Friday, July 29, 2011

Open letter to a company with strange expectations for applicants

Dear company

You recently emailed me some writing exercises to do in order to obtain an interview with your engineering consulting firm. I accepted the challenge and completed the first two exercises rather quickly. One was standard editing of an article that was riddled with passive voice problems. The other was a standard press release for a ribbon-cutting event at a bridge. The third was to write a more opinion-based piece on the benefits of government agency collaboration. I’m glad you had a phone number there for me to call for more information.

Luckily, I was able to call the number just before the guy went on vacation. In the course of our conversation, we shared pleasantries, common connections to lake country, and a working definition of what collaborations means in this instance. I found it helpful and rather illuminating. I have enough info to write a basic piece about the benefits of agency collaboration.

The guy, an engineer, also shared that there were 200 applicants for this position. I was in the final 20, but not the final five. However, those five did the writing after their interviews and none of them “blew us away.” So you went back to the 20 and emailed the rest to see if there was still interest. The engineer said that your committee felt you could write as well as the previous submissions, and you are looking for some sort of wow factor in these articles.

About a ribbon cutting.

And government collaboration.

Now, lest you think I’m some sort of complainy mccomplainersonpants, esq., I want you to know that I love to write fun, interesting pieces. I love making complicated subjects interesting and exciting to a broad audience. I love speaking to experts on DNA extraction, or people who run the hot dog stand their grandfather started, or engineers who helped plan the interstate highway system. But there are limits to this. Sometimes, a lot of the time, actually, you have the standard, info-laden articles that exist simply to impart information. You spend the time saved on whipping these articles out to focus on the articles that can be improved by feature or narrative techniques.

I’m at a loss here, since part of this ribbon cutting assignment hamstrings the writer by giving them a set of bland facts and saying  “Wow me.” It makes me think you have been watching a lot of Gordon Ramsay, Simon Cowell, or other rude British realty stars.

I am tempted to make things up. An alien landing, perhaps, that city leaders at the ribbon cutting are shocked by despite the prior warnings they had received from a scientist and the local sheriff to “get people off the bridge! These aliens are feeding machines, Mayor, and you’ve just filled the trough.” But no, you had to have your ribbon-cutting event, you fool. And now look who has alien eggs all over his face!

To put this in engineering terms, not all bridges are the Golden Gate. A vast majority are workman thoroughfares not meant to be noticed. They simply get people from one place to another. Likewise with many articles – the info needs to get to those who need to know, and there isn’t much point in gussying it up unless you want to trick people into reading something they honestly don’t care about. Then they grab their pitchforks and awkwardly type angry online comments about that darn media system and all it’s stupid bias blah blah blah, and they hate you with a passion. Why do you want people to hate you so?

So in the end, I’m going to put together some basic articles on a ribbon-cutting event and the vague government collaboration thing. I could put some time into it, but you have written that this should take no more than two hours, and calling up a city engineer and taking up his time from trying to keep Fargo from flooding so I can have a nice feature piece to maybe nab me a job seems like a poor use of taxpayer dollars. It also would require me to spend some time with a that engineer, make him a central character in the article, incorporate agency cooperation facts and savings, all of which takes more than two hours and would definitely stretch your 250 word limit.

I think it would be interesting to write for an engineering firm, but I am concerned about the misconceptions concerning articles and press releases. If you expect every piece to be Golden Gate Bridge, your expectations may need some tweaking, particularly if the writer has little but 100 words of facts to go on.

Anyway, I thought you should know this before proceeding to the articles I wrote, because while they aren’t anything to send in for award season, they do what you want them to do. They get the reader from not knowing something to knowing something without confusing him. A lot of the time, that’s what we writers do, and even that is a challenge.

So enjoy the articles, and for Pete’s sake, stay off that bridge!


Output every entry exactly as written, skipping any pictures.
*** Opening of Excerpted data ***
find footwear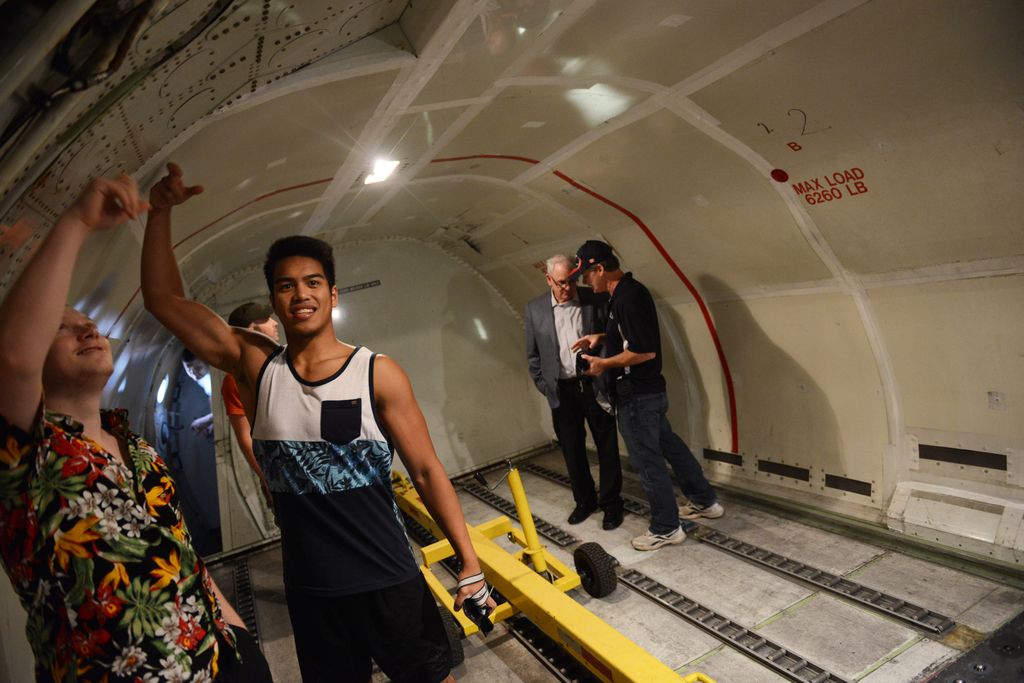
630 527 691 550
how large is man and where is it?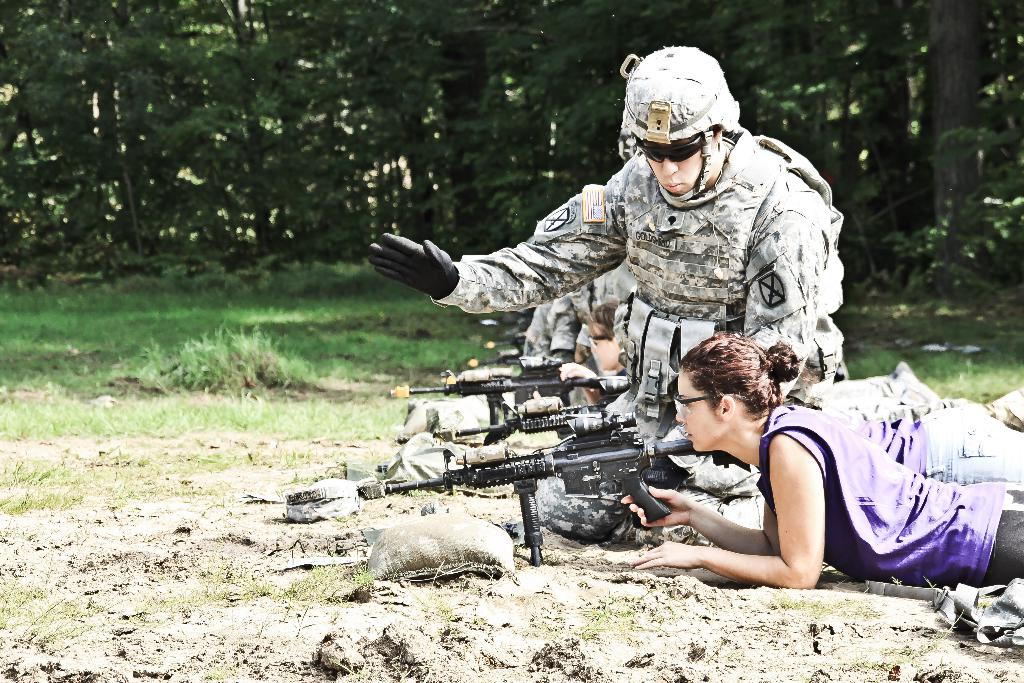
Bounding box: x1=351 y1=83 x2=851 y2=539.
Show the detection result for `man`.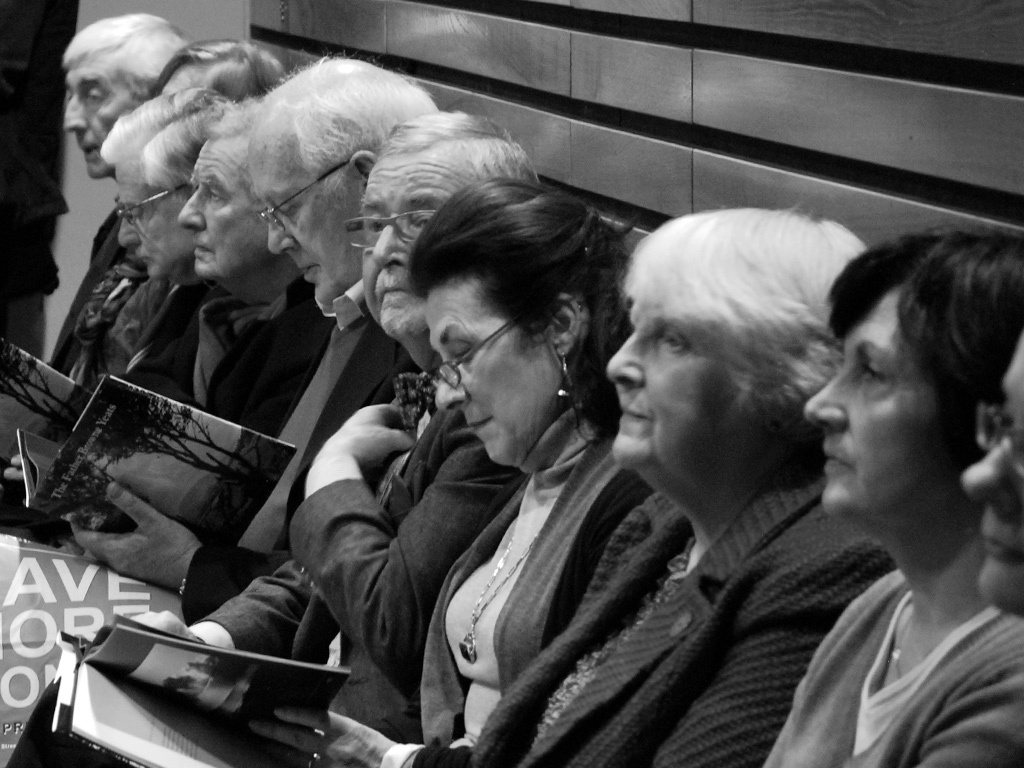
box=[0, 107, 538, 767].
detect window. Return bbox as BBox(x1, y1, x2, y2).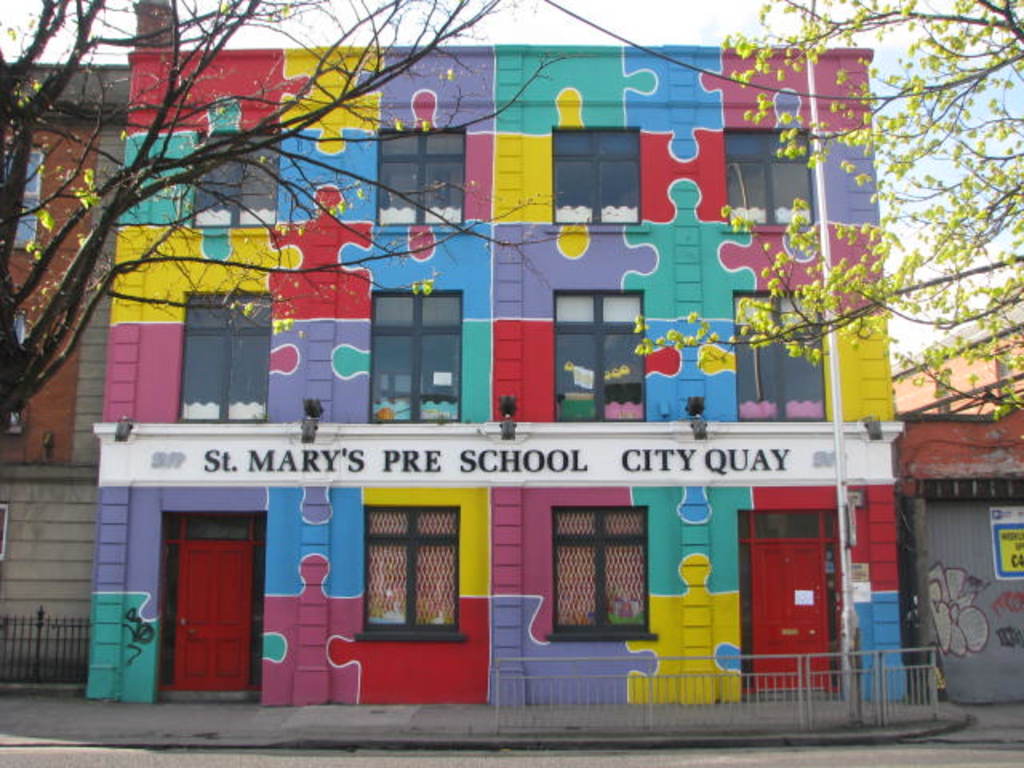
BBox(376, 525, 445, 645).
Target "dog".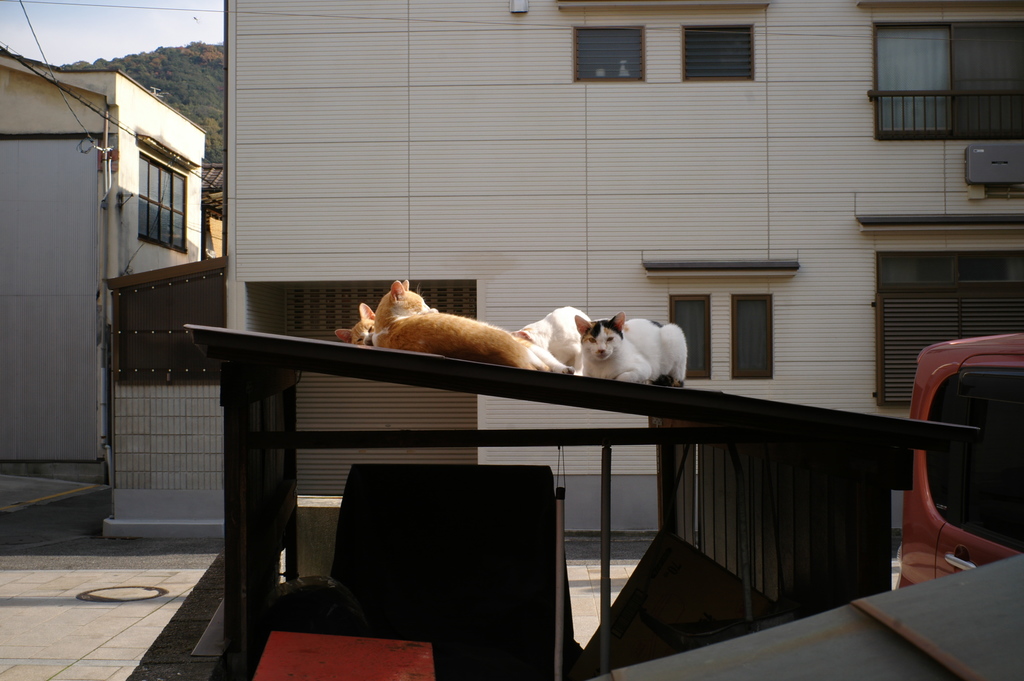
Target region: region(575, 311, 689, 389).
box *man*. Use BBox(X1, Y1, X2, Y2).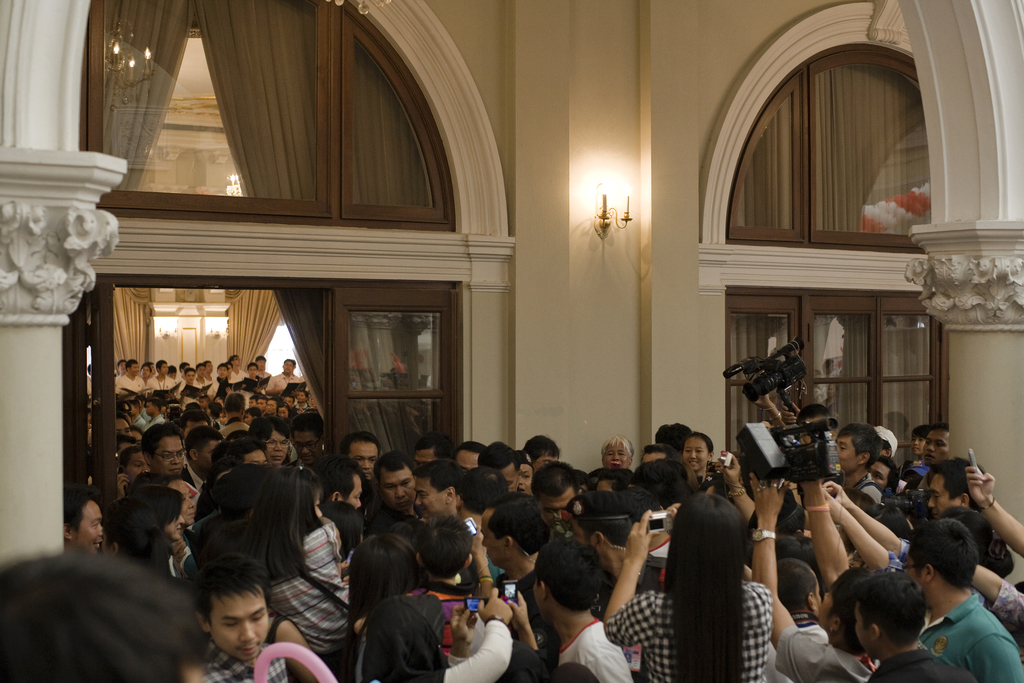
BBox(260, 397, 281, 420).
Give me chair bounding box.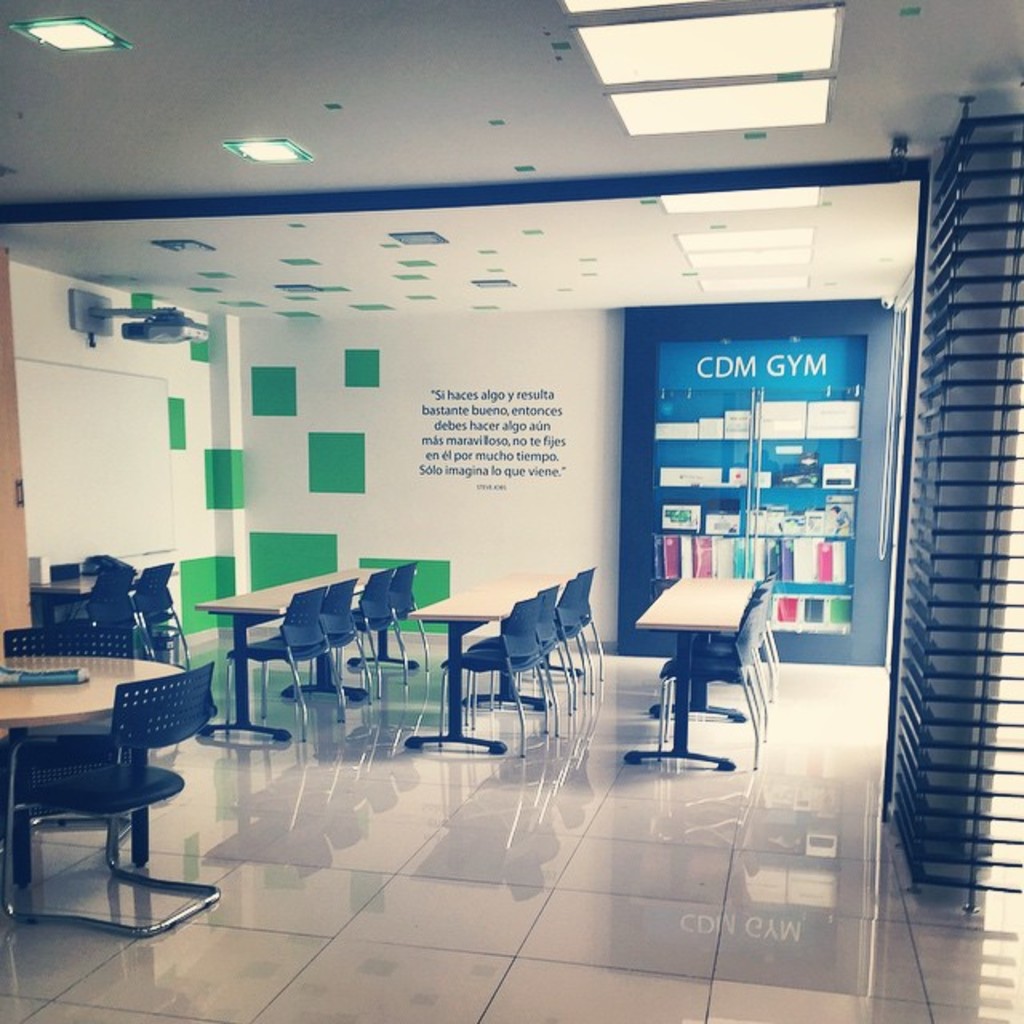
694:586:787:698.
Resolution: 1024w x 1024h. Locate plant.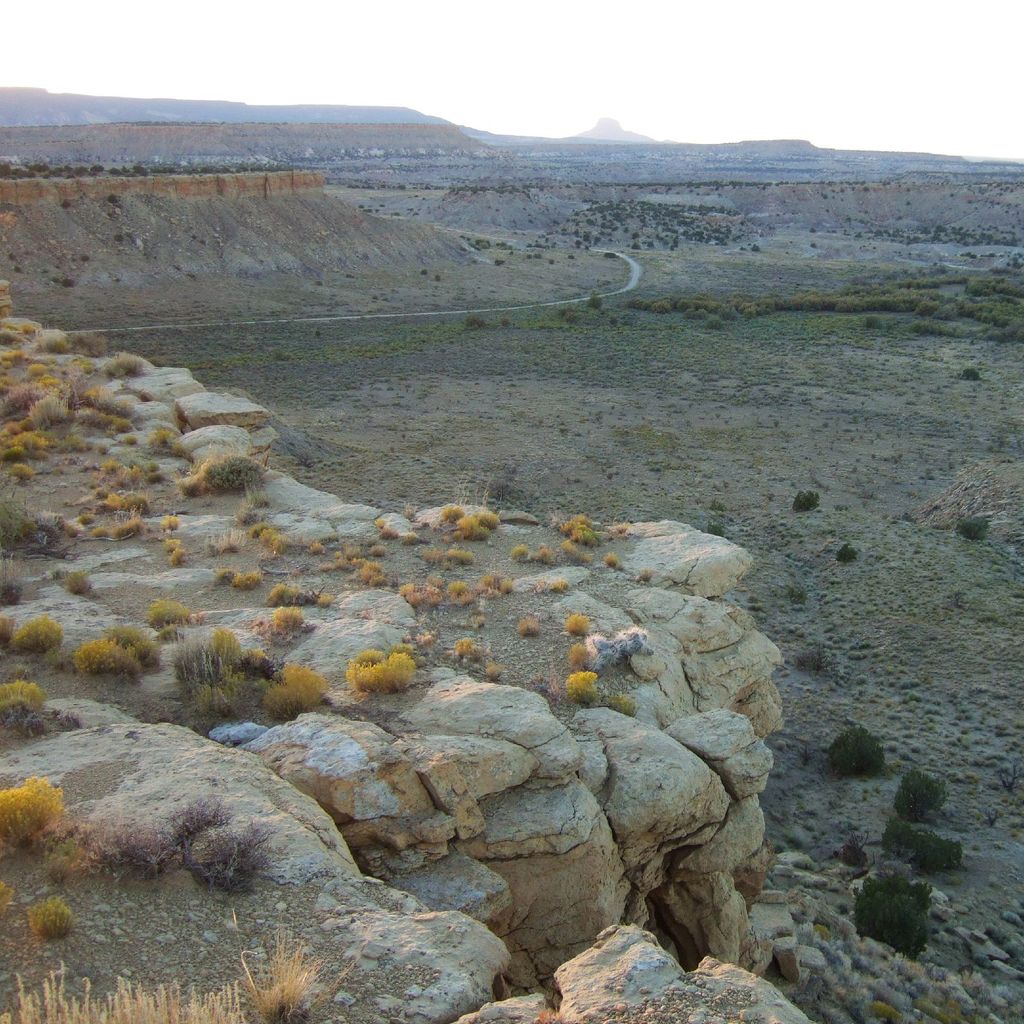
(164,536,190,568).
*** Close of Excerpted data ***
• [Solved exercise]
find footwear
630 527 691 550
how large is man and where is it?
Bounding box: x1=351 y1=83 x2=851 y2=539.
Show the detection result for `man`.
box=[0, 107, 538, 767].
detect window. Return bbox as BBox(x1, y1, x2, y2).
BBox(376, 525, 445, 645).
Target "dog".
Target region: region(575, 311, 689, 389).
box *man*. Use BBox(X1, Y1, X2, Y2).
BBox(260, 397, 281, 420).
Give me chair bounding box.
694:586:787:698.
Resolution: 1024w x 1024h. Locate plant.
(164,536,190,568).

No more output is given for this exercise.